School Principal Privately Admits What 'Anti-racist' Curriculum Is Doing to White Kids

By Leah Barkoukis

The head of an elite private school in New York City privately admitted to a teacher that the institution is “demonizing white people for being born."

The call between math teacher Paul Rossi, who was later relieved of his duties after publicly criticizing the school’s anti-racist orthodoxy, and George Davidson, head of Grace Church School, took place on March 2. The two discussed wokeness at the school and how it’s affecting white students.

"Let me ask you something, George, because I think there's something very different about having a single experience where you make sense of it, right, and having a teacher, an authority figure, talk to you endlessly, every year, telling you, that because you have whiteness you are associated with evils, all these different evils," Rossi says to him. “These are moral evils, it's not the same as taking like a physical thing, because it doesn't affect your moral value. That's the problem.”

“The fact is that I'm agreeing with you that there has been a demonization that we need to get our hands around, in the way in which people are doing this understanding,” Davidson responds.

“So you agree that we're demonizing kids,” Rossi answers.

“We're demonizing ki—" Davison starts to say before cutting himself off, adding, “We're demonizing white people, for being born.”

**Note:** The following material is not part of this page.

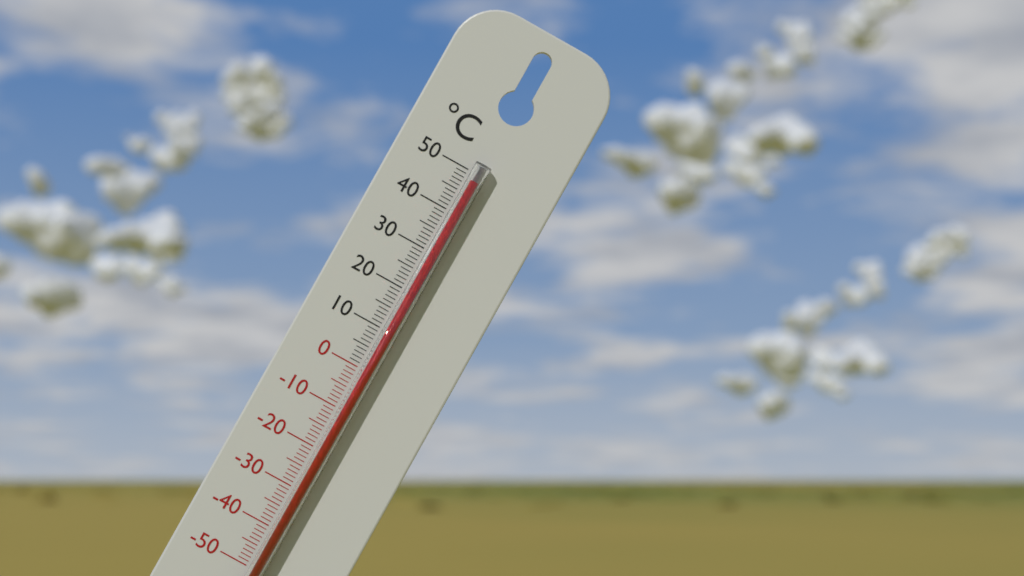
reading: 48 °C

“And are some of our students white people?” Rossi asks.

“Yes,” Davidson replies.

“Okay, so we're demonizing white kids,” Rossi says. “Why don't you just say it?”

"We are using language that makes them feel less than, for nothing that they are personally responsible for," Davidson responds.

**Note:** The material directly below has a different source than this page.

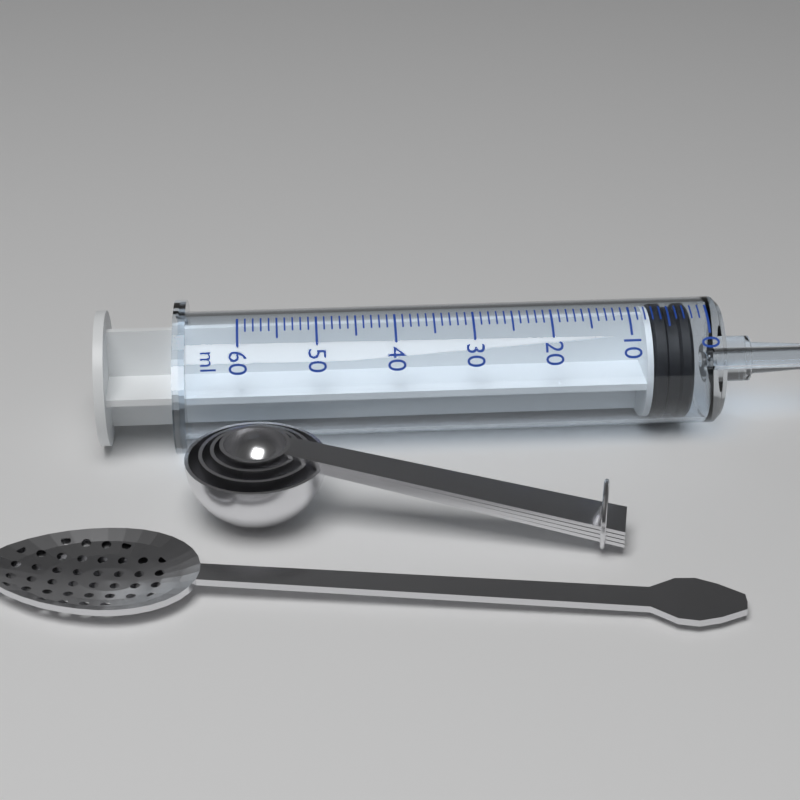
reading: 2 ml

The conversation was posted online by the civil rights organization Foundation Against Intolerance & Racism. FAIR is supporting Rossi, who was “relieved of his teaching duties” for his public criticism of the school on former New York Times editor Bari Weiss's Substack.

 On Monday, Rossi responded to the head of school's letter about him to his colleagues. 

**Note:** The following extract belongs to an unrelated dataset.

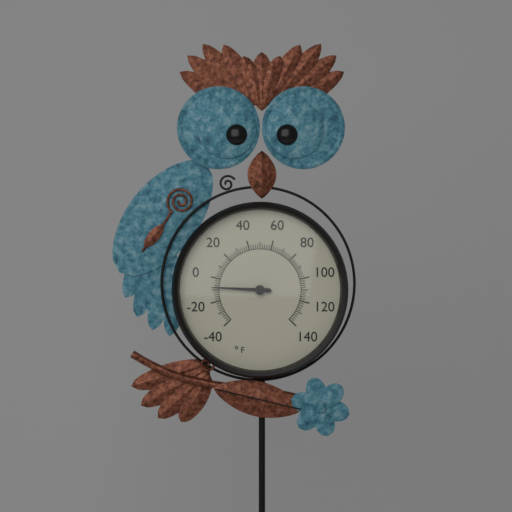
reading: -8 °F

"Grace's public story — the story it is telling to the press and to its own community — has been very different from what you have told me. In light of your statement that my essay 'contains glaring omissions and inaccuracies,' and in support of those who will inevitably be scared into silence by seeing the price I am now paying for speaking up, I am compelled to share what you have told me in our previous conversations."

According to the Daily Mail, a former parent at the school claimed students spend one week per month learning Critical Race Theory.